_WHAT YOU ARE ASKED TO DO_
Transcribe only the lines of the listing below from the one holding "The width and height of the screenshot is (901, 507)." through the one holding "The height and width of the screenshot is (890, 1582).", inclusive, without any change.

☆ ☆ ☆ ☆ ☆

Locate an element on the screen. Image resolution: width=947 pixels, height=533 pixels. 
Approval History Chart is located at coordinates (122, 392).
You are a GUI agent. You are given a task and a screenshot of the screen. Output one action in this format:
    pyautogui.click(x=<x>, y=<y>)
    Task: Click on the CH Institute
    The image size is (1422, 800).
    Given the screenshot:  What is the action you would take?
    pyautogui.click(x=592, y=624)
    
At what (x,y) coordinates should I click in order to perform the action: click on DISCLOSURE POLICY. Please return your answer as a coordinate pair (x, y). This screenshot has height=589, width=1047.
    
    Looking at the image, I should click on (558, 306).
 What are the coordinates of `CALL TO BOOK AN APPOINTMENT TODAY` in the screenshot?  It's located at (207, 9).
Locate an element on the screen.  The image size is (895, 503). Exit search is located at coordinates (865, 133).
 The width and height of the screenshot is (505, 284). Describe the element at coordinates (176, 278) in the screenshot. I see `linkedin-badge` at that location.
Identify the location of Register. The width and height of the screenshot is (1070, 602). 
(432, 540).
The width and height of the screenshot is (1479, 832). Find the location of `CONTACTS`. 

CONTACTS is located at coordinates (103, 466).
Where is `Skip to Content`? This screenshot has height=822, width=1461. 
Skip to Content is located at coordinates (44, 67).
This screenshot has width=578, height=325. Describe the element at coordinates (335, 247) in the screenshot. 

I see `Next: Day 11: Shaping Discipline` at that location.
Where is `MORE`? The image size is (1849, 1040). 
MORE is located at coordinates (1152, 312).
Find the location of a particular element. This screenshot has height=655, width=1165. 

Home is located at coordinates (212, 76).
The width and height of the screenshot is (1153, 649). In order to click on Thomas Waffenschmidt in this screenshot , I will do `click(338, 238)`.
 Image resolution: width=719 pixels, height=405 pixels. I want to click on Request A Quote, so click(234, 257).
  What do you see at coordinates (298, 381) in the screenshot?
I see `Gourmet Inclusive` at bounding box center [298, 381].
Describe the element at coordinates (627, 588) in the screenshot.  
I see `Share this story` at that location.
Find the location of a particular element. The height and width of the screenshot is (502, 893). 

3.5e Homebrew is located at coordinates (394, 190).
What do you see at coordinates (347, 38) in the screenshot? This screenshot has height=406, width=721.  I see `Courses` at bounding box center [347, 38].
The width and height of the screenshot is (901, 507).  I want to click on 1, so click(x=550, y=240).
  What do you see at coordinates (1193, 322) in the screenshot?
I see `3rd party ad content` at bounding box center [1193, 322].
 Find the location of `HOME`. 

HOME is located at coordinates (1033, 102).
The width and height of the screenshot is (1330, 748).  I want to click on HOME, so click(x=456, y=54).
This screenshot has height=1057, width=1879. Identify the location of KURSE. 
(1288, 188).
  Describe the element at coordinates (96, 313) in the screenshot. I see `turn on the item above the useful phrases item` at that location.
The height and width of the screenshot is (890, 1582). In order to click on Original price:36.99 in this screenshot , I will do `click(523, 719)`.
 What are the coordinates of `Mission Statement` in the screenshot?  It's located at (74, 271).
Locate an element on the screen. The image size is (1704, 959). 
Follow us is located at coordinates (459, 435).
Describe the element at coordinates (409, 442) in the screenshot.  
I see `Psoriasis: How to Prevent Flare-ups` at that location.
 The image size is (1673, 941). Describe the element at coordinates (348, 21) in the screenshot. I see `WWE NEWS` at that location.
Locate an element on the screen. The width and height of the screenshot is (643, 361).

☆ ☆ ☆ ☆ ☆

_SOLUTION TO THIS PROBLEM_
The width and height of the screenshot is (901, 507).  I want to click on 1, so click(x=550, y=240).
  What do you see at coordinates (1193, 322) in the screenshot?
I see `3rd party ad content` at bounding box center [1193, 322].
 Find the location of `HOME`. 

HOME is located at coordinates (1033, 102).
The width and height of the screenshot is (1330, 748).  I want to click on HOME, so click(x=456, y=54).
This screenshot has height=1057, width=1879. Identify the location of KURSE. 
(1288, 188).
  Describe the element at coordinates (96, 313) in the screenshot. I see `turn on the item above the useful phrases item` at that location.
The height and width of the screenshot is (890, 1582). In order to click on Original price:36.99 in this screenshot , I will do `click(523, 719)`.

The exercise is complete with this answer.